Making a daemon in MRI is straight forward: fork a process and hand off
control to the init process. Since JRuby doesn’t do forking, I’m curious
how
people are handling this. The consensus seems to be running some script
in
the background with “nohup”. Example:

nohup jruby script/daemon < /dev/null > my_log_file.log 2>&1

James

Generally speaking, I recommend DaemonTools to keep things alive

http://cr.yp.to/daemontools.html

It’s an alternative to init.d/ scripts and generally does a good job
of managing processes. It’s what I use to manage JBoss itself on
torquebox.org.

-Bob

VERYYYY interesting. Do you perchance have any introductions to
webhooks?
I’m not familiar with this topic.

James

On Thu, Sep 24, 2009 at 6:35 AM, James H.
[email protected]wrote:

VERYYYY interesting. Do you perchance have any introductions to webhooks?
I’m not familiar with this topic.

It’s just a fancy name for an http callback. We stole the rest of the
architecture idea from how google is using them to manage similar
delayed
jobs.

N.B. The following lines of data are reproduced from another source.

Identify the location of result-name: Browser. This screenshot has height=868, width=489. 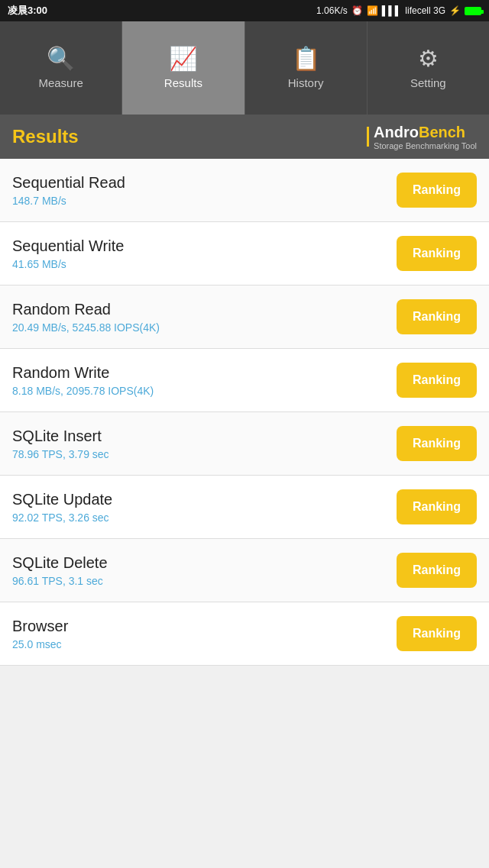
(205, 626).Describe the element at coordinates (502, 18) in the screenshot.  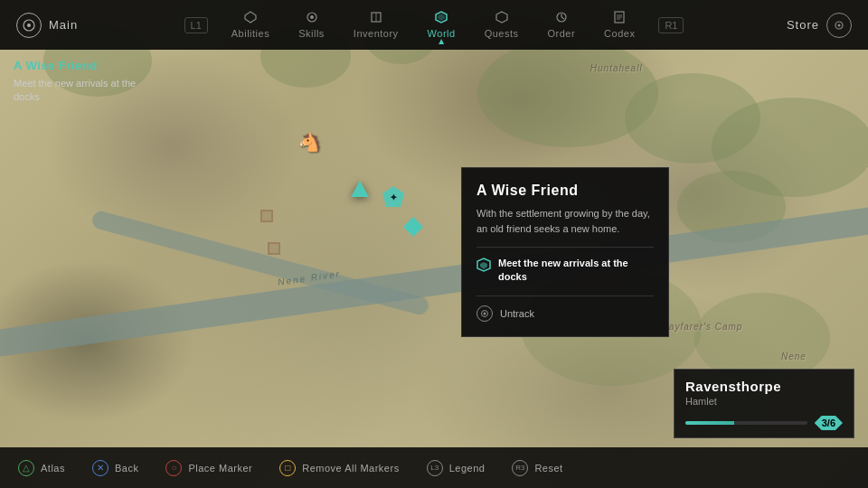
I see `quests-icon` at that location. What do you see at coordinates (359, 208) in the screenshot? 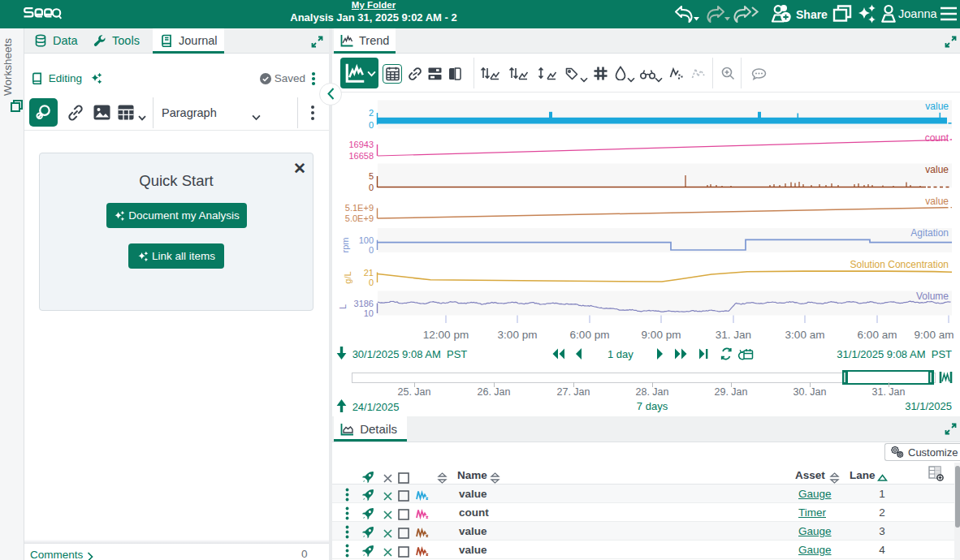
I see `svg-text: 5.1E+9` at bounding box center [359, 208].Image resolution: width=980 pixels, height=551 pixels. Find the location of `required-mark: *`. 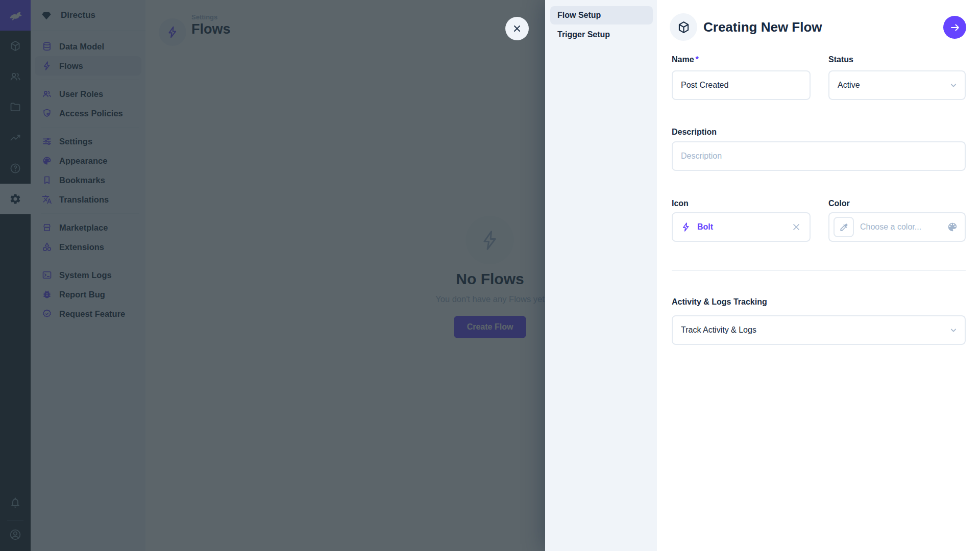

required-mark: * is located at coordinates (697, 59).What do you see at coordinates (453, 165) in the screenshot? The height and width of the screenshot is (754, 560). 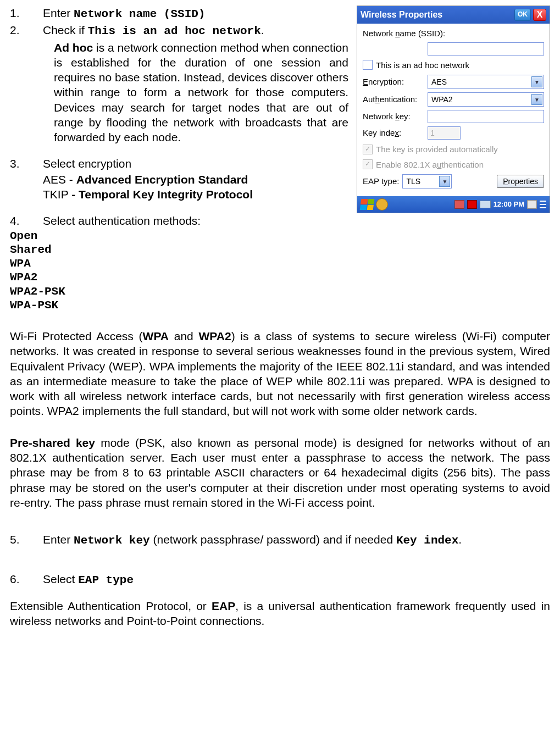 I see `enable-8021x-checkbox-row: ✓ Enable 802.1X authentication` at bounding box center [453, 165].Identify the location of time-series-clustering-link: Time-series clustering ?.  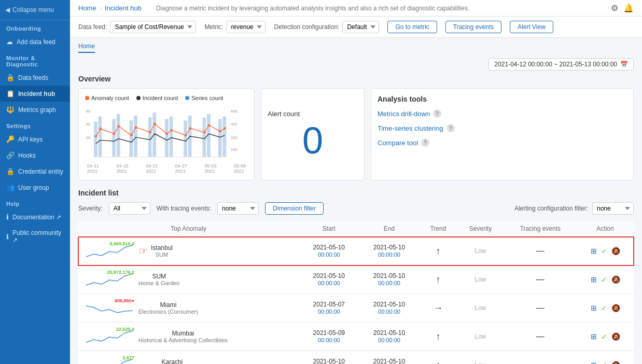
(502, 128).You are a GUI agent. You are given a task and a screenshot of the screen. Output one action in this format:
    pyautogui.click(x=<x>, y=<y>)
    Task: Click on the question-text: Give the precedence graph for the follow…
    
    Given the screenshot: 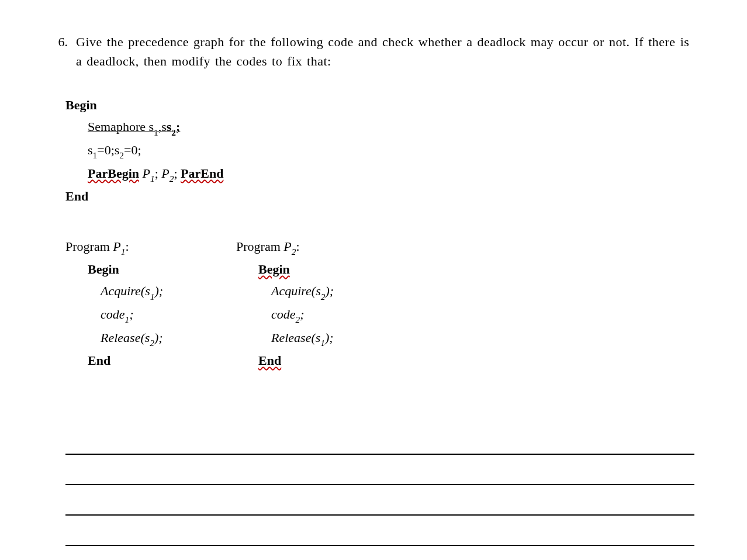 What is the action you would take?
    pyautogui.click(x=385, y=51)
    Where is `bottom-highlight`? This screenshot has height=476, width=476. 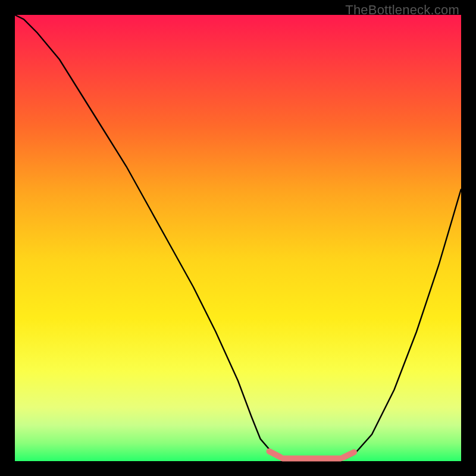
bottom-highlight is located at coordinates (312, 455).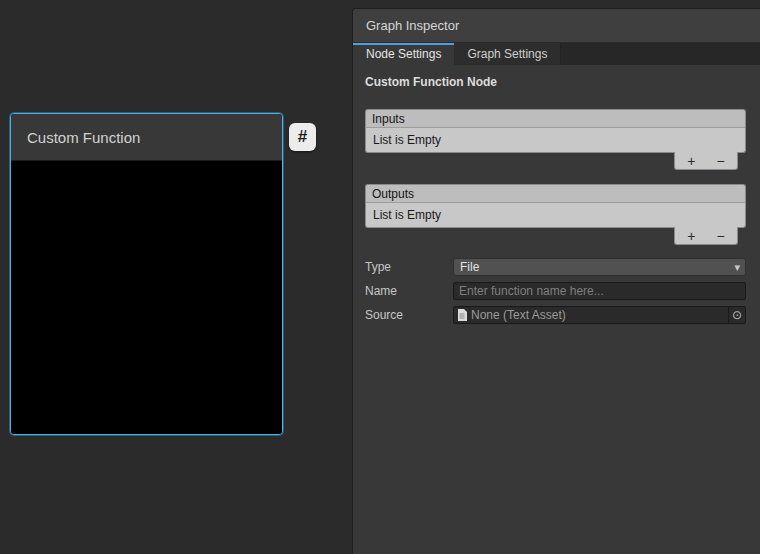 The width and height of the screenshot is (760, 554). Describe the element at coordinates (409, 291) in the screenshot. I see `name-label: Name` at that location.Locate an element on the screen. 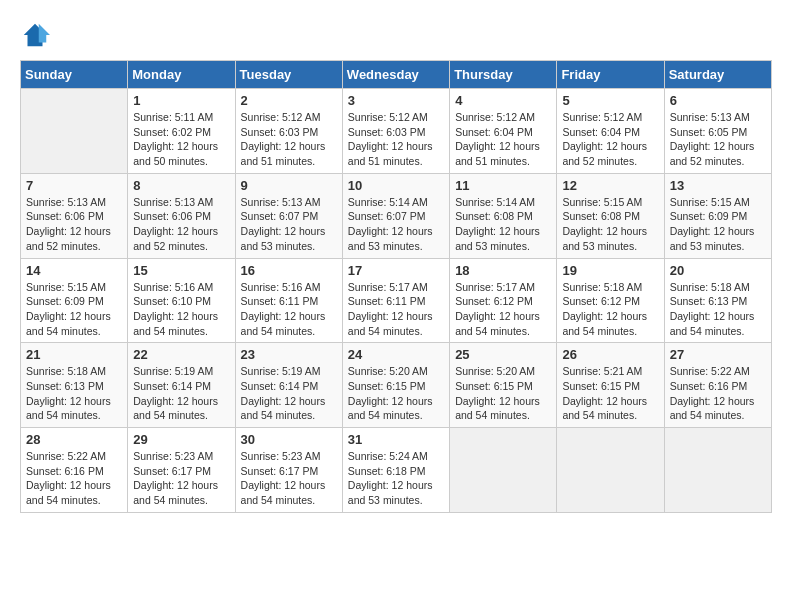 The image size is (792, 612). day-number: 27 is located at coordinates (718, 354).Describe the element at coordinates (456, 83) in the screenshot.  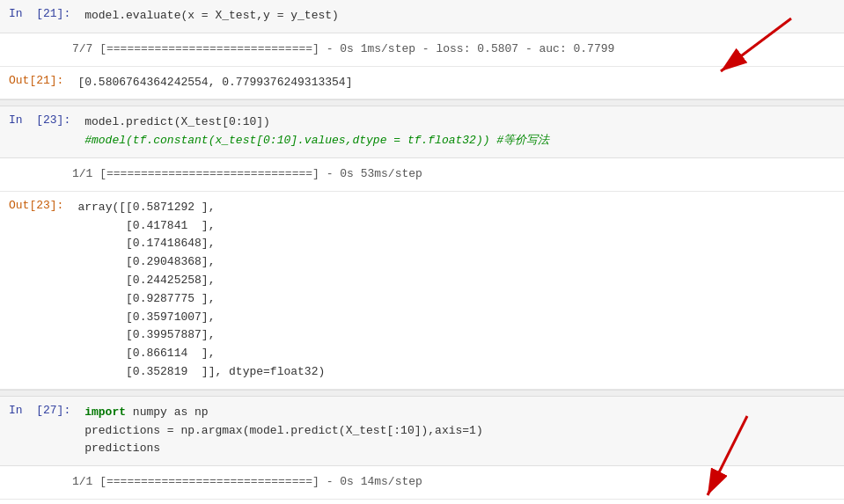
I see `cell-21-out-content: [0.5806764364242554, 0.7799376249313354]` at that location.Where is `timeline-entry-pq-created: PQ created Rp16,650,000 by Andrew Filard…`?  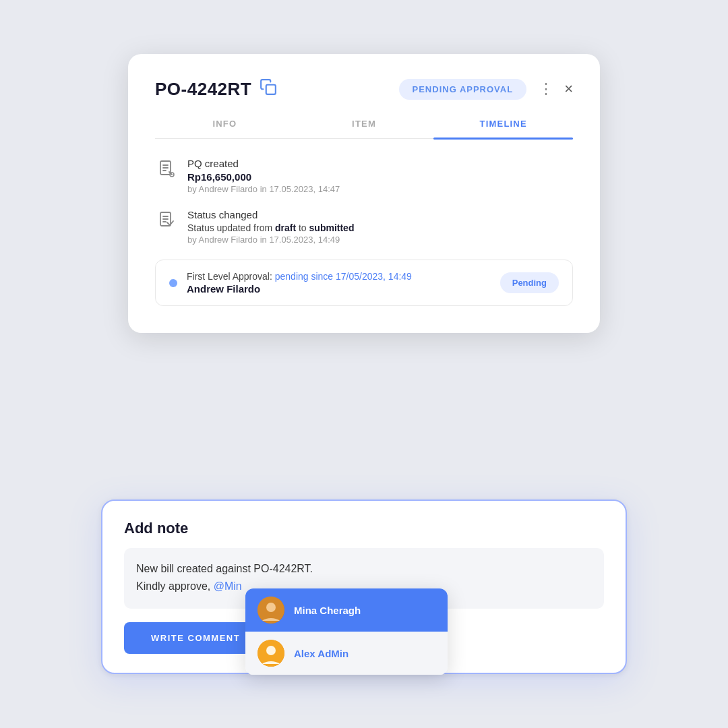
timeline-entry-pq-created: PQ created Rp16,650,000 by Andrew Filard… is located at coordinates (364, 176).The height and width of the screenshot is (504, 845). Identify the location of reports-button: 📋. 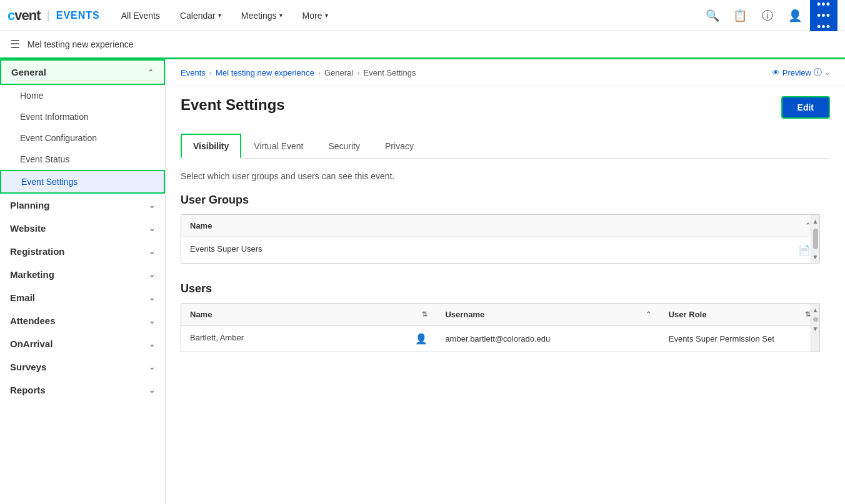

The basic architecture is that we have a queue server that
accepts
http POST requests to add items to the queue. Our web apps then make
http
requests to add jobs to the queue server. The queue server then takes
the
url for the queue, and posts the job to that url, which processes the
task
and returns a response. We have a number of different queues each with
their own url. The queue server is written with eventmachine.